Monday, January 2, 2012

Liberty and Virtue, Rights and Responsibities

Two excellent think pieces from the American Thinker today are both on the relationship between freedom and liberty on the one hand, and the need to exercise virtue on the other. Liberty without virtue becomes in short order licentiousness. Licentiousness leads inevitably to authoritarian regimes to impose at least the outward appearance of virtue.  Stated another way, our rights have corresponding responsibilities.

The first is an article entitled Timshel, America by Cindy Simpson. Simpson points out that the English translations of the Bible have translated Genesis 4:7 wrongly. The English translation of the verb "timshel" has been "shall" which would indicate that God ordered Cain to overcome his sinful thoughts. But the actual Hebrew text is that Cain "may" overcome his sinful thoughts, or he may not. It is up to Cain.

In point of fact, it is up to each of us, every day. We have free will, as God indicates in this passage. But to exercise our liberty, we must learn to govern ourselves. Indeed, that used to be the main point in raising children; to take barbarians who display all the attributes of a sociopath, and train them up to govern themselves in civil society. Simpson:

Dr. Patrick Deneen, in his presentation "Community AND Liberty OR Individualism AND Statism" for the I.S.I. conference on "The Language of Liberty," explained that in earlier times, liberty was considered "the cultivated ability to exercise self-governance, to limit ourselves in accordance with our nature and the natural world. The various practices by which we exercise self-limitation and self-governance is comprehensively called virtue...the inability or unwillingness to exercise virtue was tantamount to the absence of liberty...Thus, for the ancients, law was not an unnatural imposition of humanity's natural freedom; rather, law (ideally, a self-imposed law) was the necessary and enabling condition for liberty."
The breakdown in the system of virtues which had previously obtained began in the early part of the 20th century. The "flapper" was an open and visible sign of that breakdown. While certainly most of the supposed flappers were merely trying to look like the in-crowd, the in-crowd youth became more licentious, using drugs and having casual sex out of wedlock. The great depression put an end to the age of the flapper. It was the hippie generation that truly overturned the old virtues that they considered outmoded. Too bad they had not studied a little more history. Any time that it is perceived that the people can not, or will not exercise virtue on their own, then the State is eventually called upon to impose these virtues by force, and of course the State is all to happy to oblige. But by imposing virtues by force, the State takes away the very essence being virtuous, and infantilizes the population. Simpson again:

While our personal New Year's resolutions are still fresh on our minds, another kind of resolve for "We the People" must also be contemplated: the vital need to halt the loss of individual freedom -- an eroding movement that has gained in momentum and threatens to ultimately transform our nation into a tyranny that commands of its people, "do thou." We must strive to assert the responsibility found in "thou mayest."
The second article at the American Thinker, on the same theme, is America: The Living Portrait of Dorian Gray by John Griffing. After going through a litany of liberties lost, and Constitutionally protected rights ignored, Griffing writes this:

At the root of all these changes is not merely one political deviant, or even some organized conspiracy to overthrow freedom and decency in America. It is the collective abandonment of God and associated moral virtue by a once-God-fearing people.
He goes on to sound the alarm, not unlike an Old Testament Prophet:

More recently, a gang of about fifty teenage girls is reported to have camped outside a classmate's home with guns and knives, shouting death threats at the intended victim. Two police who intervened were beaten within inches of their lives by this lawless teenage mob. Teenagers no longer fit the Americana Frankie Avalon and Annette Funicello mold.

Few can deny that a substantial shift in community instincts has occurred. Remember when the injury of a fellow citizen would bring the help of others, and maybe the police? Now it brings phone-cameras and crowds of entertained observers. Something is terribly wrong in America.
Yes, something is terribly wrong in America. What is wrong is that we no longer value or practice traditional virtues. Please understand that true religious faith is not required to practice virtue, but it does help if more people trust in Divine Providence. How else can we hope to change a generation of people who seem to have embarked on a nihilistic path without a firm reliance on God.

Freedom itself is the result of a nation with laws. And nations with laws are the product of cultures grounded in religious morality. The two items are inseparable. Legal boundaries are based on moral boundaries. For example, why is it wrong to kill if there is no God, or alternatively, no universal source of morality?

In the same way, what is done in private cannot be separated from what is done in public. At some point, worlds collide, and lawlessness is unleashed. Warped minds in private will always yield warped behavior in public. This claim is substantiated in numerous psychological studies.
We are often at pains to assert our natural rights, but those rights have corresponding responsibilities. Our right to bear arms presupposes that we will not use those arms to murder our fellow man. The right to a free press presupposes that we will not commit libel. Once we no longer recognize our responsibilities, our rights disappear as well.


Exercise details: Copy each line below containing "Cultura".

Provided information:

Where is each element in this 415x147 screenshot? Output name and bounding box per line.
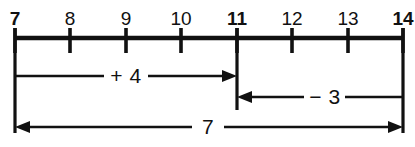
- jump-subtract-3: − 3: [237, 85, 403, 108]
- tick-label-12: 12: [281, 8, 302, 29]
- tick-label-9: 9: [121, 8, 132, 29]
- jump-add-4: + 4: [15, 64, 237, 87]
- span-total-7-arrowhead-right: [388, 121, 403, 133]
- tick-group: [15, 28, 403, 53]
- tick-label-11: 11: [227, 8, 248, 29]
- tick-label-8: 8: [65, 8, 76, 29]
- tick-label-group: 7 8 9 10 11 12 13 14: [10, 8, 414, 29]
- tick-label-13: 13: [337, 8, 358, 29]
- jump-subtract-3-label: − 3: [309, 85, 340, 108]
- tick-label-10: 10: [170, 8, 191, 29]
- jump-subtract-3-arrowhead-left: [237, 91, 252, 103]
- span-total-7-label: 7: [202, 115, 214, 138]
- span-total-7: 7: [15, 115, 403, 138]
- jump-add-4-arrowhead-right: [222, 70, 237, 82]
- number-line-canvas: 7 8 9 10 11 12 13 14 + 4 − 3: [0, 0, 415, 147]
- number-line-figure: 7 8 9 10 11 12 13 14 + 4 − 3: [0, 0, 415, 147]
- span-total-7-arrowhead-left: [15, 121, 30, 133]
- jump-add-4-label: + 4: [110, 64, 141, 87]
- tick-label-14: 14: [392, 8, 414, 29]
- tick-label-7: 7: [10, 8, 21, 29]
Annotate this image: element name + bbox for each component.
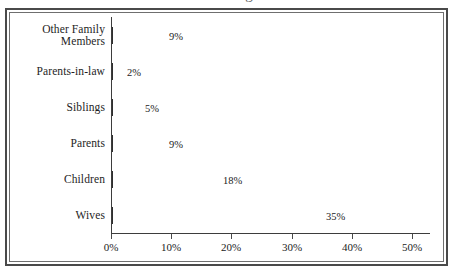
x-tick-label: 40% [342,241,362,253]
x-tick [292,234,293,239]
bar-value-label: 9% [169,138,183,149]
bar-fill [112,99,113,116]
x-tick-label: 50% [402,241,422,253]
x-tick-label: 0% [104,241,119,253]
x-tick-label: 30% [282,241,302,253]
bar-parents[interactable] [112,135,166,152]
bar-parents-in-law[interactable] [112,63,124,80]
category-label-wives: Wives [20,209,105,222]
x-tick [412,234,413,239]
bar-other-family-members[interactable] [112,27,166,44]
bar-children[interactable] [112,171,220,188]
category-label-parents: Parents [20,137,105,150]
bar-fill [112,135,113,152]
bar-value-label: 35% [326,210,345,221]
x-tick-label: 10% [161,241,181,253]
x-tick [171,234,172,239]
bar-fill [112,27,113,44]
category-label-siblings: Siblings [20,101,105,114]
bar-value-label: 5% [145,102,159,113]
bar-fill [112,207,113,224]
bar-fill [112,63,113,80]
bar-wives[interactable] [112,207,323,224]
bar-value-label: 9% [169,30,183,41]
category-label-other-family-members: Other Family Members [20,23,105,48]
x-tick-label: 20% [221,241,241,253]
bar-fill [112,171,113,188]
x-tick [352,234,353,239]
x-tick [231,234,232,239]
bar-chart-plot-area: WivesChildrenParentsSiblingsParents-in-l… [0,0,453,273]
bar-value-label: 2% [127,66,141,77]
bar-value-label: 18% [223,174,242,185]
x-tick [111,234,112,239]
bar-siblings[interactable] [112,99,142,116]
category-axis-line [111,17,112,234]
category-label-children: Children [20,173,105,186]
category-label-parents-in-law: Parents-in-law [20,65,105,78]
percentage-axis-line [111,233,430,234]
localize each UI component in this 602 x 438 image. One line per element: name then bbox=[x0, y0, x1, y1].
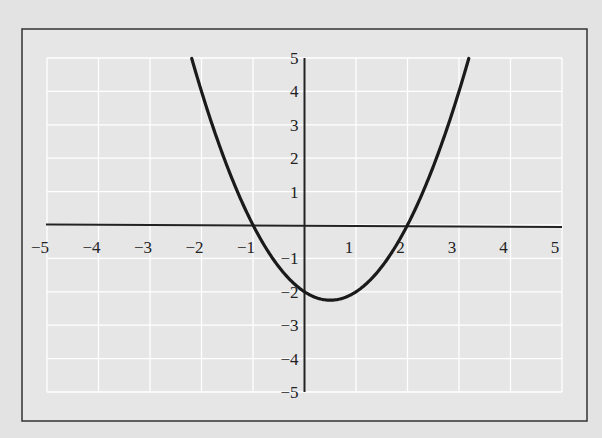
y-tick-label: −1 bbox=[280, 249, 298, 268]
y-tick-label: −4 bbox=[280, 350, 299, 369]
y-tick-label: −3 bbox=[280, 316, 298, 335]
y-tick-label: 2 bbox=[290, 149, 299, 168]
x-tick-label: 4 bbox=[499, 238, 508, 257]
y-tick-label: 5 bbox=[290, 49, 299, 68]
y-tick-label: 1 bbox=[290, 183, 299, 202]
x-tick-label: 5 bbox=[551, 238, 560, 257]
x-tick-label: −1 bbox=[237, 238, 255, 257]
x-tick-label: 3 bbox=[448, 238, 457, 257]
x-tick-label: −3 bbox=[134, 238, 152, 257]
x-tick-label: −5 bbox=[31, 238, 49, 257]
x-tick-label: −2 bbox=[185, 238, 203, 257]
y-tick-label: 3 bbox=[290, 116, 299, 135]
parabola-chart: −5−4−3−2−112345 54321−1−2−3−4−5 bbox=[0, 0, 602, 438]
y-tick-label: 4 bbox=[290, 82, 299, 101]
x-tick-label: 1 bbox=[345, 238, 354, 257]
y-tick-label: −5 bbox=[280, 383, 298, 402]
x-tick-label: −4 bbox=[82, 238, 101, 257]
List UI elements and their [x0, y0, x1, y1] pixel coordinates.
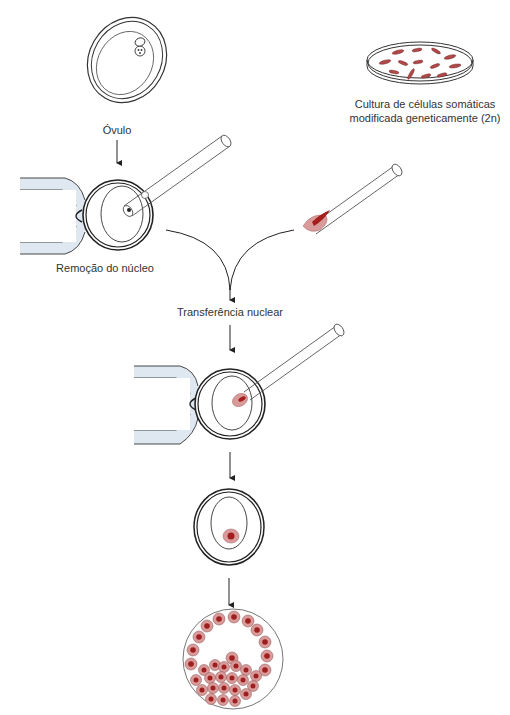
oocyte-icon: [72, 3, 182, 117]
label-ovulo: Óvulo: [87, 123, 147, 137]
enucleation-egg-icon: [76, 180, 153, 250]
nuclear-transfer-egg-icon: [190, 369, 265, 439]
label-culture-line1: Cultura de células somáticas: [345, 97, 505, 111]
label-nucleus-removal: Remoção do núcleo: [40, 261, 170, 275]
holding-pipette-icon: [134, 366, 198, 444]
label-nuclear-transfer: Transferência nuclear: [165, 305, 295, 319]
holding-pipette-icon: [20, 178, 85, 254]
reconstructed-egg-icon: [194, 489, 264, 565]
label-culture-line2: modificada geneticamente (2n): [345, 111, 505, 125]
blastocyst-icon: [183, 609, 283, 709]
somatic-cell-pipette-icon: [303, 162, 404, 234]
petri-dish-icon: [367, 42, 473, 84]
nuclear-transfer-diagram: Óvulo Cultura de células somáticas modif…: [0, 0, 510, 715]
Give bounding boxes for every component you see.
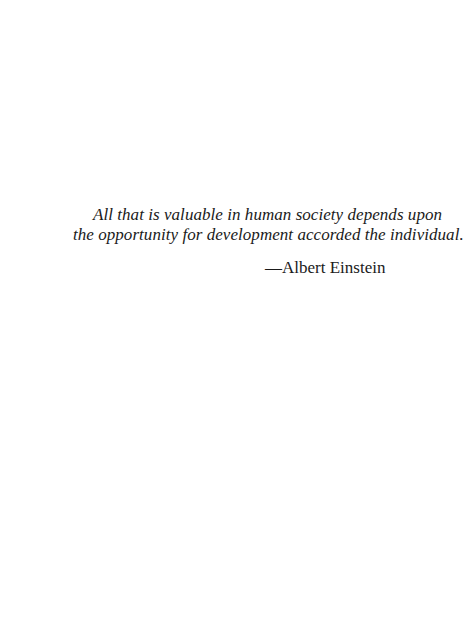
quote-line-2: the opportunity for development accorded…	[73, 225, 464, 245]
quote-attribution: —Albert Einstein	[265, 258, 385, 278]
quote-line-1: All that is valuable in human society de…	[93, 205, 442, 225]
epigraph-page: All that is valuable in human society de…	[0, 0, 475, 643]
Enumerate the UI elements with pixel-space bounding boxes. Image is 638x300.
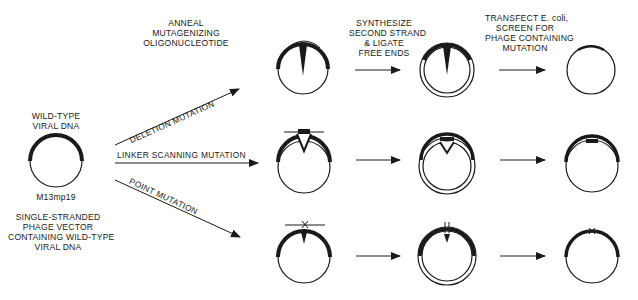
point-annealed-circle-icon [278,221,330,283]
wild-type-label: WILD-TYPE VIRAL DNA [26,111,86,131]
synthesize-line-4: FREE ENDS [349,48,419,58]
linker-double-strand-circle-icon [419,134,475,194]
synthesize-line-1: SYNTHESIZE [349,18,419,28]
anneal-line-2: MUTAGENIZING [143,28,229,38]
wild-type-circle-icon [30,135,82,187]
transfect-line-1: TRANSFECT E. coli, [485,13,565,23]
deletion-annealed-circle-icon [278,41,328,94]
point-mutant-circle-icon [566,228,618,283]
caption-line-3: CONTAINING WILD-TYPE [8,232,108,242]
point-double-strand-circle-icon [418,222,476,285]
mutagenesis-diagram: ANNEAL MUTAGENIZING OLIGONUCLEOTIDE SYNT… [0,0,638,300]
deletion-mutant-circle-icon [567,46,615,94]
linker-annealed-circle-icon [278,129,330,193]
deletion-double-strand-circle-icon [420,43,474,97]
linker-scanning-mutation-label: LINKER SCANNING MUTATION [117,150,246,160]
step-transfect-label: TRANSFECT E. coli, SCREEN FOR PHAGE CONT… [485,13,565,53]
wild-type-line-2: VIRAL DNA [26,121,86,131]
caption-line-2: PHAGE VECTOR [8,222,108,232]
linker-mutant-circle-icon [566,136,618,192]
transfect-line-3: PHAGE CONTAINING [485,33,565,43]
anneal-line-3: OLIGONUCLEOTIDE [143,38,229,48]
vector-name: M13mp19 [26,192,86,202]
start-caption: SINGLE-STRANDED PHAGE VECTOR CONTAINING … [8,212,108,252]
caption-line-4: VIRAL DNA [8,242,108,252]
caption-line-1: SINGLE-STRANDED [8,212,108,222]
transfect-line-2: SCREEN FOR [485,23,565,33]
step-synthesize-label: SYNTHESIZE SECOND STRAND & LIGATE FREE E… [349,18,419,58]
synthesize-line-2: SECOND STRAND [349,28,419,38]
step-anneal-label: ANNEAL MUTAGENIZING OLIGONUCLEOTIDE [143,18,229,48]
wild-type-line-1: WILD-TYPE [26,111,86,121]
anneal-line-1: ANNEAL [143,18,229,28]
transfect-line-4: MUTATION [485,43,565,53]
synthesize-line-3: & LIGATE [349,38,419,48]
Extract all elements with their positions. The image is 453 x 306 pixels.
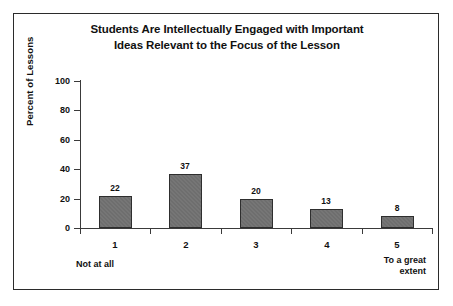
- bar-category-3[interactable]: [240, 199, 273, 228]
- x-tick-boundary-2: [221, 229, 222, 234]
- y-tick-label-60: 60: [40, 136, 70, 145]
- bar-value-label-3: 20: [236, 187, 276, 196]
- chart-title-line-1: Students Are Intellectually Engaged with…: [40, 22, 414, 38]
- x-category-label-5: 5: [367, 239, 427, 250]
- y-tick-label-0: 0: [40, 224, 70, 233]
- x-tick-boundary-0: [80, 229, 81, 234]
- y-axis-title: Percent of Lessons: [24, 16, 38, 126]
- x-category-label-4: 4: [297, 239, 357, 250]
- scale-anchor-high-label: To a great extent: [384, 255, 426, 277]
- bar-value-label-5: 8: [377, 204, 417, 213]
- y-tick-80: [74, 110, 80, 111]
- x-tick-boundary-4: [362, 229, 363, 234]
- x-tick-boundary-5: [432, 229, 433, 234]
- y-tick-20: [74, 199, 80, 200]
- y-tick-label-80: 80: [40, 106, 70, 115]
- y-tick-100: [74, 81, 80, 82]
- y-tick-40: [74, 169, 80, 170]
- figure: Students Are Intellectually Engaged with…: [0, 0, 453, 306]
- bar-category-1[interactable]: [99, 196, 132, 228]
- bar-category-4[interactable]: [310, 209, 343, 228]
- bar-category-5[interactable]: [381, 216, 414, 228]
- scale-anchor-high-line-1: To a great: [384, 255, 426, 266]
- y-tick-60: [74, 140, 80, 141]
- scale-anchor-high-line-2: extent: [384, 266, 426, 277]
- x-tick-boundary-3: [291, 229, 292, 234]
- y-axis-line: [80, 80, 81, 229]
- x-category-label-3: 3: [226, 239, 286, 250]
- y-tick-label-100: 100: [40, 77, 70, 86]
- bar-category-2[interactable]: [169, 174, 202, 228]
- bar-value-label-2: 37: [165, 162, 205, 171]
- x-tick-boundary-1: [150, 229, 151, 234]
- scale-anchor-low-label: Not at all: [76, 259, 114, 270]
- bar-value-label-4: 13: [306, 197, 346, 206]
- chart-title-line-2: Ideas Relevant to the Focus of the Lesso…: [40, 38, 414, 54]
- x-axis-line: [80, 228, 433, 229]
- y-tick-label-20: 20: [40, 195, 70, 204]
- y-tick-label-40: 40: [40, 165, 70, 174]
- x-category-label-1: 1: [85, 239, 145, 250]
- chart-title: Students Are Intellectually Engaged with…: [40, 22, 414, 53]
- x-category-label-2: 2: [156, 239, 216, 250]
- bar-value-label-1: 22: [95, 184, 135, 193]
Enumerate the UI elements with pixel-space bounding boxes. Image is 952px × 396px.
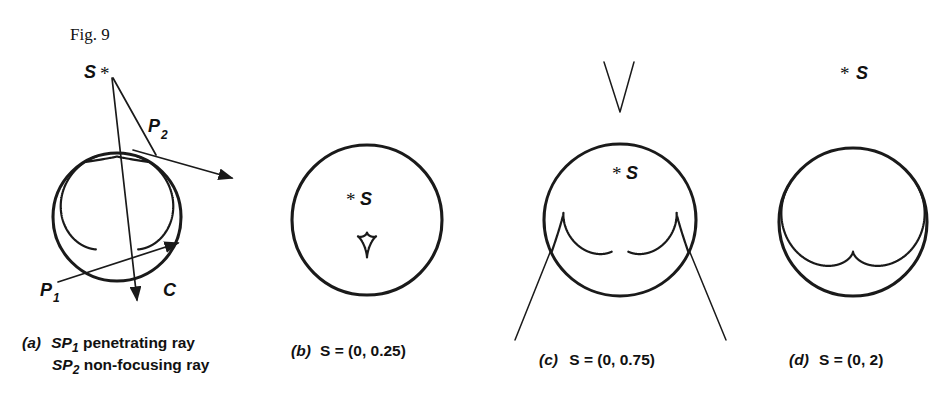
panel-a-caption-sym1: SP xyxy=(51,334,72,351)
panel-a-point-C-label: C xyxy=(163,280,177,300)
panel-b-circle xyxy=(292,145,442,295)
panel-a-ray-penetrating xyxy=(112,78,137,300)
panel-b-caustic-curve xyxy=(358,233,376,258)
panel-a-caption-line2: SP2 non-focusing ray xyxy=(52,356,210,377)
panel-a-point-P2-label: P xyxy=(148,116,161,136)
panel-c-source-label: S xyxy=(626,163,638,183)
panel-a-caustic-curve xyxy=(61,156,174,249)
panel-a-point-P1-sub: 1 xyxy=(53,291,60,305)
panel-b-source-label: S xyxy=(360,189,372,209)
panel-a-caption-letter: (a) xyxy=(22,334,41,351)
figure-title: Fig. 9 xyxy=(70,25,110,44)
panel-c: * S (c) S = (0, 0.75) xyxy=(515,62,726,368)
panel-a-caption-line1: (a) SP1 penetrating ray xyxy=(22,334,195,355)
panel-d-caption-text: S = (0, 2) xyxy=(819,351,883,368)
panel-a-caption-text1: penetrating ray xyxy=(79,334,196,351)
panel-d-caustic-curve xyxy=(781,185,924,266)
panel-a-source-star-icon: * xyxy=(100,63,110,84)
figure-svg: Fig. 9 S * P 1 P 2 C (a) SP1 penetrating… xyxy=(0,0,952,396)
panel-a-caption-text2: non-focusing ray xyxy=(79,356,209,373)
panel-b-caption-letter: (b) xyxy=(291,342,311,359)
panel-d: * S (d) S = (0, 2) xyxy=(779,63,927,368)
panel-a-point-P2-sub: 2 xyxy=(160,128,168,142)
panel-c-caption: (c) S = (0, 0.75) xyxy=(539,351,655,368)
panel-d-circle xyxy=(779,148,927,296)
panel-d-source-label: S xyxy=(856,63,868,83)
panel-b: * S (b) S = (0, 0.25) xyxy=(291,145,442,359)
panel-a-point-P1-label: P xyxy=(40,280,53,300)
panel-d-source-star-icon: * xyxy=(840,63,850,84)
figure-root: Fig. 9 S * P 1 P 2 C (a) SP1 penetrating… xyxy=(0,0,952,396)
panel-c-external-branch-right xyxy=(689,250,726,340)
panel-c-source-star-icon: * xyxy=(612,163,622,184)
panel-a-ray-exit-P2 xyxy=(133,150,232,178)
panel-a-source-label: S xyxy=(84,62,96,82)
panel-d-caption-letter: (d) xyxy=(789,351,809,368)
panel-c-caption-letter: (c) xyxy=(539,351,558,368)
panel-b-source-star-icon: * xyxy=(346,189,356,210)
panel-b-caption-text: S = (0, 0.25) xyxy=(320,342,406,359)
panel-b-caption: (b) S = (0, 0.25) xyxy=(291,342,406,359)
panel-d-caption: (d) S = (0, 2) xyxy=(789,351,883,368)
panel-c-external-branch-left xyxy=(515,250,551,340)
panel-c-caustic-curve xyxy=(552,213,688,254)
panel-c-external-cusp-v xyxy=(604,62,634,112)
panel-a: Fig. 9 S * P 1 P 2 C (a) SP1 penetrating… xyxy=(22,25,232,377)
panel-a-caption-sym2: SP xyxy=(52,356,73,373)
panel-c-caption-text: S = (0, 0.75) xyxy=(569,351,655,368)
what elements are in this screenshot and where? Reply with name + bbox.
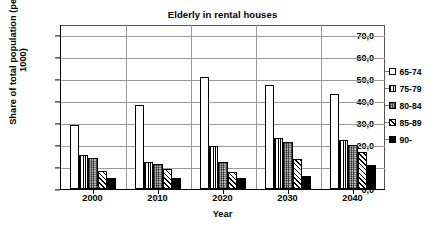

Expected answer:
label-culture-line1: Cultura de células somáticas: [345, 97, 505, 111]
nuclear-transfer-diagram: Óvulo Cultura de células somáticas modif…: [0, 0, 510, 715]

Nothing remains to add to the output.